There is a wonderful teaching by Rav Nachman of Breslov in which he writes:
Know that you must judge all people favorably. This applies even to the worst of people. You must search until you find some little bit of good in them. In that good place inside them, they are not bad! If you can just find this little bit of good and judge them favorably, you really can elevate them and swing the scales of judgment in their favor. This way you can bring them back to God. (Likutey Moharan I:282)
It is amazing to think that in each and everyone of us there is something special. Rav Nachman is asking us to be less judgative and more curious about the people around us.

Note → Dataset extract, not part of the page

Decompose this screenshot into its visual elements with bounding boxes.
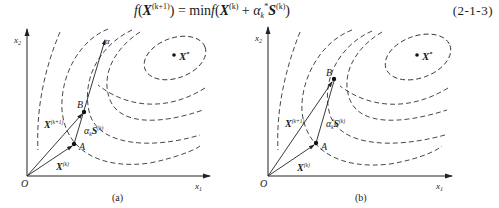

I was thinking about this Torah when reading Emor, this week’s Torah portion. There we read a whole lot of laws regarding the person and conduct of the Priests. To many this is troubling in the adulation of one particular form of perfection. But in thinking about it this week I came to enjoy the idea that the Priest might represent something special as part of the whole of the people of Israel. Maybe our collective sense of being special is connected to the Priest being in our midst. Like Rav Nachman’s teaching, if each of us is a microcosm of Israel, there be a little part in each of us that special like a Priest. Like the Priest there is that little bit of special that is set a side and is supposed to be treated with extra care and even restrictions. What would it be like to not only be constantly looking for that little bit of special in the people we love, but even in the worst people? In the process of this openhearted search we might even discover that very special bit of goodness in ourselves.